Not only would we quickly hit "net zero immigration", but we'd almost automatically get into "net negative immigration" – far more people leaving than entering.
We can sit back and watch "Mass Minus Migration" just happen naturally!
REFERENCES
1. We define the Native British as: "Those people – currently resident in the UK or elsewhere in the world today – who can trace grandparents who were alive at any age, and who were legal British Citizens, resident within the boundaries of what was the United Kingdom of Great Britain and Ireland and the Crown Dependencies, at any time before, or at, the declaration of war on 4 August 1914 and who did not require to register with the Police as a consequence of the Aliens Registration Act of 5 August 1914."
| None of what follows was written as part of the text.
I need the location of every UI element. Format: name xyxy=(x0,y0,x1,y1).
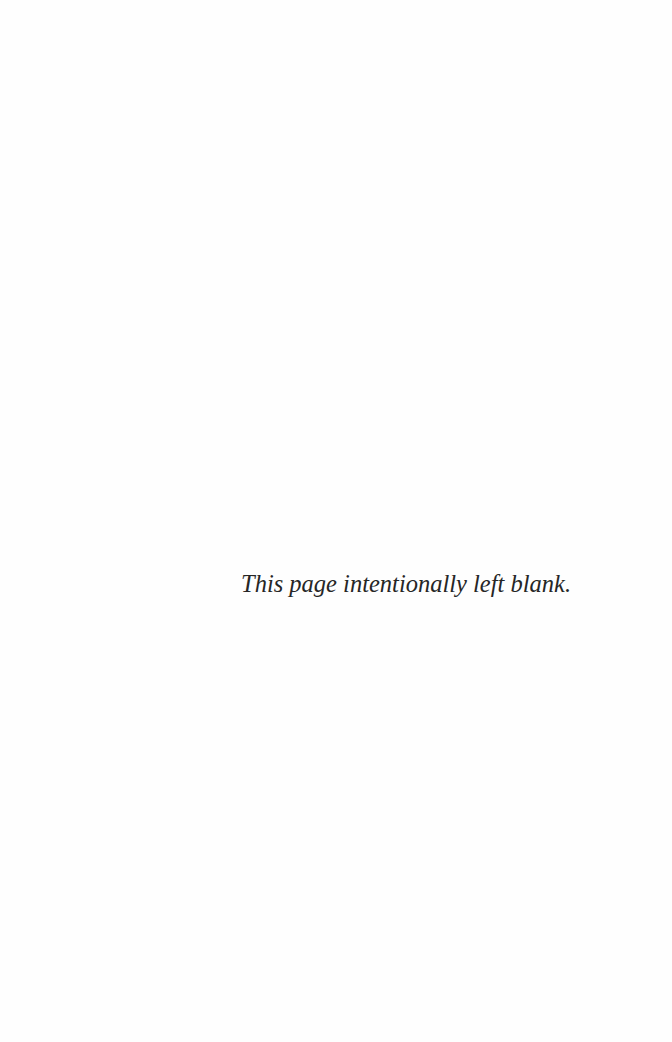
intentionally-blank-notice: This page intentionally left blank. xyxy=(241,567,541,601)
blank-page: This page intentionally left blank. xyxy=(0,0,672,1042)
We have chosen this date because this appears to us to be the last fixed date in the modern era where the population of the British Isles resembled the population which had existed for hundreds of years in these Islands.
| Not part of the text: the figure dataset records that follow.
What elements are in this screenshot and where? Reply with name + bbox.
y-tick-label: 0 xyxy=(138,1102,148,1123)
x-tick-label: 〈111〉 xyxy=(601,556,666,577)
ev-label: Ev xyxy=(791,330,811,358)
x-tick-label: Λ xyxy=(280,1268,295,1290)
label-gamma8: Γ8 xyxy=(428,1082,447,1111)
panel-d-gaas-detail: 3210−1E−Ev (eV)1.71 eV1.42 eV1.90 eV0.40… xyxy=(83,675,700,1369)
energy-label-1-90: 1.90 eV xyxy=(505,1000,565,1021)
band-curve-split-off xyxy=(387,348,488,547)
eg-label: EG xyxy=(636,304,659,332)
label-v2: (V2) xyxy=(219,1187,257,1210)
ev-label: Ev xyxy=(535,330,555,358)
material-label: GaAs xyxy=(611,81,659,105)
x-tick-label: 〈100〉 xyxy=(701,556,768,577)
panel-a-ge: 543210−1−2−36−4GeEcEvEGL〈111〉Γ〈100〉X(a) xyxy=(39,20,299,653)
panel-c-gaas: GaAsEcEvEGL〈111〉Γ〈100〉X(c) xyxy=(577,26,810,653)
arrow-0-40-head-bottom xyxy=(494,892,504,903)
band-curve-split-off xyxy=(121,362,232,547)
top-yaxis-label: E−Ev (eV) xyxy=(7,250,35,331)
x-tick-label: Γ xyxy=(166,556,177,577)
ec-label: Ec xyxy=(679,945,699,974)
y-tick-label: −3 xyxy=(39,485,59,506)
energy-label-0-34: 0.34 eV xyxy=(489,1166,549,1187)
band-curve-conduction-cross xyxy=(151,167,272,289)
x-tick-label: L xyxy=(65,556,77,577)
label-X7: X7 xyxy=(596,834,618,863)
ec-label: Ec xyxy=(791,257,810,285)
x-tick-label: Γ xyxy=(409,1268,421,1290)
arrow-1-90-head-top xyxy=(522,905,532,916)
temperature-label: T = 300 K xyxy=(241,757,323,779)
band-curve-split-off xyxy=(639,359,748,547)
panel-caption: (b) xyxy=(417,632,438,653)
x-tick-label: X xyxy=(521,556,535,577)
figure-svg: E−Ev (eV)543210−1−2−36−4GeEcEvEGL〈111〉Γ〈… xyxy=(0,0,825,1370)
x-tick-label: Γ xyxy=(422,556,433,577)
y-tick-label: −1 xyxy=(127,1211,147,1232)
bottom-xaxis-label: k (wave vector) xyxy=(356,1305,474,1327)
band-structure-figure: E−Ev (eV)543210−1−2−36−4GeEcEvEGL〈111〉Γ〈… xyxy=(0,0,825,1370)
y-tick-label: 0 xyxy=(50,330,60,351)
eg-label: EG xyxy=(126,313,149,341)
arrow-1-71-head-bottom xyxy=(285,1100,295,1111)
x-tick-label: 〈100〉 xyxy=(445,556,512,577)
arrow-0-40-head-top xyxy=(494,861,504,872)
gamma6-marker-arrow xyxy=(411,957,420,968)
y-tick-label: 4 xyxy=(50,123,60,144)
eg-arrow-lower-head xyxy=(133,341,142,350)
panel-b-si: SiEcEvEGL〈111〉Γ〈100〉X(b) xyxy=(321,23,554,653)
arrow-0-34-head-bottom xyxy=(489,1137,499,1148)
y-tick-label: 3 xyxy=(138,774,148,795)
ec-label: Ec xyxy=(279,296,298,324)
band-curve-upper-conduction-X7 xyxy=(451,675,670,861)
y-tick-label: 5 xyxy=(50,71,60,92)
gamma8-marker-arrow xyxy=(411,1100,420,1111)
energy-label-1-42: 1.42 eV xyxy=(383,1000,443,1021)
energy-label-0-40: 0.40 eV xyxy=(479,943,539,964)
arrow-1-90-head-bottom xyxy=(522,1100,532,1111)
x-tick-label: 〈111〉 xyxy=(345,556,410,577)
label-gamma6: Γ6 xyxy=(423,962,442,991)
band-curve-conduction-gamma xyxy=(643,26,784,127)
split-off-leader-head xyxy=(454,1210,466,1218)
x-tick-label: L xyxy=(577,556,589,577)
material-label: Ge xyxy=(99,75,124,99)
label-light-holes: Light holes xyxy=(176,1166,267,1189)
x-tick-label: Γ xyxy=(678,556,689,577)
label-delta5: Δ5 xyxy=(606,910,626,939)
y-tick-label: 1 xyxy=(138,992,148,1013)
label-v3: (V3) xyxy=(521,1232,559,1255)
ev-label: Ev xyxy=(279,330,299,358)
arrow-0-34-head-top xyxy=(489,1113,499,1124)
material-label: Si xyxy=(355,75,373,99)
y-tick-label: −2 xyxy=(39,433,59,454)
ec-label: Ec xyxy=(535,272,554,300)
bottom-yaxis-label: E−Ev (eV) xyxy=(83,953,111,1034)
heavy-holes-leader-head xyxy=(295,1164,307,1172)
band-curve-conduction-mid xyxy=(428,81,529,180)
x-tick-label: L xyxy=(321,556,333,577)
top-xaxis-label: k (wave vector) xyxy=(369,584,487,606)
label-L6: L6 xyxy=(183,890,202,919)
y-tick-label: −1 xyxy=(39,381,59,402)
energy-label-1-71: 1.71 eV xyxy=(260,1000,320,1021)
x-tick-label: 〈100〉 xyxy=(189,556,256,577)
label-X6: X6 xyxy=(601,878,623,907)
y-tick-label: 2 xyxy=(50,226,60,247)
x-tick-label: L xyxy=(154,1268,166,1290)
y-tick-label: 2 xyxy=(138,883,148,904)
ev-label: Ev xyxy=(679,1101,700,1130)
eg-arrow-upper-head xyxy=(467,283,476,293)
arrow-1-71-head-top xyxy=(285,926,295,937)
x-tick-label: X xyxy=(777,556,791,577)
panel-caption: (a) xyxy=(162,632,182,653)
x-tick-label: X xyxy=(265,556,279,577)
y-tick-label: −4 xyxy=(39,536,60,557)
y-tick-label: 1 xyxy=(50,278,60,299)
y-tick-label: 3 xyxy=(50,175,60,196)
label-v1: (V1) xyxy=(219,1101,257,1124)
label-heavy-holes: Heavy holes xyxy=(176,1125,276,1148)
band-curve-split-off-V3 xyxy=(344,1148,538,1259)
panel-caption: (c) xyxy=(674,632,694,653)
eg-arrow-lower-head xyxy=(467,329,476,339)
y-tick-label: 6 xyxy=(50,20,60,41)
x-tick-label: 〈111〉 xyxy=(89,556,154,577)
It is also important to reference this fundamental moment because the conflict was a massive patriotic sacrifice of the British people. Many men who existed on 4 August 1914 didn't exist after it!
Furthermore, by 1916, some of the Irish were starting to politically break away, yet it would be wrong not to include them within our definition. As for WW2, by the time it ended, there were unusual numbers of non-native foreign people either remaining in, or entering into, the UK.
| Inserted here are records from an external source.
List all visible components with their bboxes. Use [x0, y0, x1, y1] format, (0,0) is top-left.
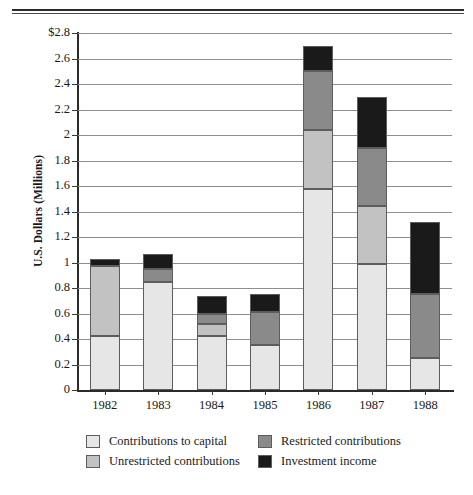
- gridline: [78, 135, 452, 136]
- x-axis-tick: [212, 390, 213, 395]
- y-axis-tick-label: 0.2: [8, 358, 70, 370]
- bar-segment[interactable]: [197, 336, 227, 390]
- y-axis-tick: [72, 135, 78, 136]
- bar-segment[interactable]: [197, 296, 227, 314]
- y-axis-tick: [72, 110, 78, 111]
- header-rule-thick: [12, 9, 464, 11]
- gridline: [78, 288, 452, 289]
- y-axis-tick: [72, 161, 78, 162]
- bar-segment[interactable]: [143, 254, 173, 269]
- legend-label: Investment income: [281, 454, 376, 468]
- bar-segment[interactable]: [303, 46, 333, 72]
- y-axis-tick-label: 0: [8, 383, 70, 395]
- legend-label: Unrestricted contributions: [109, 454, 240, 468]
- chart-legend: Contributions to capitalRestricted contr…: [86, 434, 458, 468]
- y-axis-tick: [72, 237, 78, 238]
- gridline: [78, 186, 452, 187]
- bar-segment[interactable]: [90, 336, 120, 390]
- y-axis-tick: [72, 390, 78, 391]
- y-axis-tick: [72, 314, 78, 315]
- bar-segment[interactable]: [250, 345, 280, 390]
- plot-area: [78, 33, 452, 390]
- bar-1984[interactable]: [197, 296, 227, 390]
- y-axis-tick-label: 0.6: [8, 307, 70, 319]
- bar-1987[interactable]: [357, 97, 387, 390]
- y-axis-tick-label: 1: [8, 256, 70, 268]
- bar-segment[interactable]: [410, 294, 440, 358]
- x-axis-tick: [425, 390, 426, 395]
- bar-segment[interactable]: [410, 222, 440, 295]
- y-axis-tick: [72, 212, 78, 213]
- y-axis-tick-label: 1.8: [8, 154, 70, 166]
- bar-segment[interactable]: [357, 148, 387, 207]
- legend-item[interactable]: Contributions to capital: [86, 434, 258, 448]
- y-axis-tick-label: 0.4: [8, 332, 70, 344]
- y-axis-tick-labels: $2.82.62.42.221.81.61.41.210.80.60.40.20: [8, 33, 70, 390]
- x-axis-tick-label: 1985: [235, 398, 295, 413]
- gridline: [78, 212, 452, 213]
- x-axis-tick: [158, 390, 159, 395]
- y-axis-tick-label: 2: [8, 128, 70, 140]
- bar-segment[interactable]: [357, 264, 387, 390]
- bar-1982[interactable]: [90, 259, 120, 390]
- bar-segment[interactable]: [250, 294, 280, 312]
- y-axis-tick-label: 1.2: [8, 230, 70, 242]
- stacked-bar-chart: U.S. Dollars (Millions) $2.82.62.42.221.…: [0, 0, 473, 495]
- bar-segment[interactable]: [303, 130, 333, 189]
- x-axis-tick-label: 1986: [288, 398, 348, 413]
- bar-segment[interactable]: [303, 71, 333, 130]
- x-axis-tick-label: 1983: [128, 398, 188, 413]
- bar-segment[interactable]: [90, 266, 120, 336]
- x-axis-tick: [318, 390, 319, 395]
- bar-1985[interactable]: [250, 294, 280, 390]
- bar-1988[interactable]: [410, 222, 440, 390]
- x-axis-tick-label: 1987: [342, 398, 402, 413]
- legend-item[interactable]: Unrestricted contributions: [86, 454, 258, 468]
- legend-swatch-icon: [86, 455, 100, 468]
- gridline: [78, 33, 452, 34]
- gridline: [78, 110, 452, 111]
- y-axis-tick-label: 1.6: [8, 179, 70, 191]
- y-axis-tick-label: 0.8: [8, 281, 70, 293]
- gridline: [78, 84, 452, 85]
- y-axis-tick-label: 1.4: [8, 205, 70, 217]
- y-axis-tick: [72, 263, 78, 264]
- legend-label: Contributions to capital: [109, 434, 227, 448]
- x-axis-tick-label: 1988: [395, 398, 455, 413]
- legend-swatch-icon: [258, 435, 272, 448]
- bar-segment[interactable]: [197, 314, 227, 324]
- legend-item[interactable]: Restricted contributions: [258, 434, 458, 448]
- x-axis-tick-label: 1984: [182, 398, 242, 413]
- bar-segment[interactable]: [197, 324, 227, 337]
- bar-1983[interactable]: [143, 254, 173, 390]
- x-axis-tick: [105, 390, 106, 395]
- y-axis-tick-label: 2.2: [8, 103, 70, 115]
- gridline: [78, 263, 452, 264]
- legend-label: Restricted contributions: [281, 434, 401, 448]
- y-axis-tick: [72, 84, 78, 85]
- bar-segment[interactable]: [90, 259, 120, 267]
- y-axis-tick-label: 2.6: [8, 52, 70, 64]
- legend-swatch-icon: [258, 455, 272, 468]
- bar-segment[interactable]: [143, 282, 173, 390]
- x-axis-tick: [372, 390, 373, 395]
- y-axis-tick: [72, 288, 78, 289]
- y-axis-tick: [72, 33, 78, 34]
- y-axis-tick: [72, 186, 78, 187]
- bar-1986[interactable]: [303, 46, 333, 390]
- bar-segment[interactable]: [303, 189, 333, 390]
- y-axis-tick: [72, 365, 78, 366]
- bar-segment[interactable]: [143, 269, 173, 282]
- y-axis-tick-label: $2.8: [8, 26, 70, 38]
- y-axis-tick: [72, 59, 78, 60]
- legend-item[interactable]: Investment income: [258, 454, 458, 468]
- gridline: [78, 59, 452, 60]
- bar-segment[interactable]: [357, 97, 387, 148]
- x-axis-tick-label: 1982: [75, 398, 135, 413]
- bar-segment[interactable]: [250, 312, 280, 345]
- header-rule-thin: [12, 13, 464, 14]
- bar-segment[interactable]: [410, 358, 440, 390]
- bar-segment[interactable]: [357, 206, 387, 263]
- y-axis-tick-label: 2.4: [8, 77, 70, 89]
- y-axis-tick: [72, 339, 78, 340]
Our definition means that many people will be fully Native British, and some people will be partially Native British to varying degrees. Please note that our category of "Native British" is clearly a different category from "White British" or "British Citizen".
Some people might prefer to move the cut-off date further back in history. For example, another functional date would be right back to when the British political state started to be formed, at the Union of Crowns on 24 March 1603 – although few of us possess the ability to technically "trace" our ancestors to that date.
Those who prefer to speak about Native Scottish, or English, or Welsh, or Irish, can adjust the definition accordingly.
2. We can also speak about "Net Negative Migration". This means the same thing: more people leaving than entering. However, we don't find it as immediately comprehensible. Not everyone understands the word "net", or how that relates to the word "negative".
3. ONS, "Estimating UK international migration: 2012 to 2021", 23-11-23 at
4. ONS, "Long-term international migration, provisional: year ending June 2024", 28-11-24 at
5. Alistair McConnachie, "Finding a Historic Norm for Gross Immigration into UK", 4-10-24.
6. Alistair McConnachie, "The Historic Norm 'Accepted for Settlement'", 27-10-24.
For more articles on this subject see our Territorial Sovereignty: Article Index

SUPPORT A FORCE FOR GOOD
If you think our comprehensive and educational research and publications, and our colourful physical activism is worth supporting, then please help us to keep up this good work!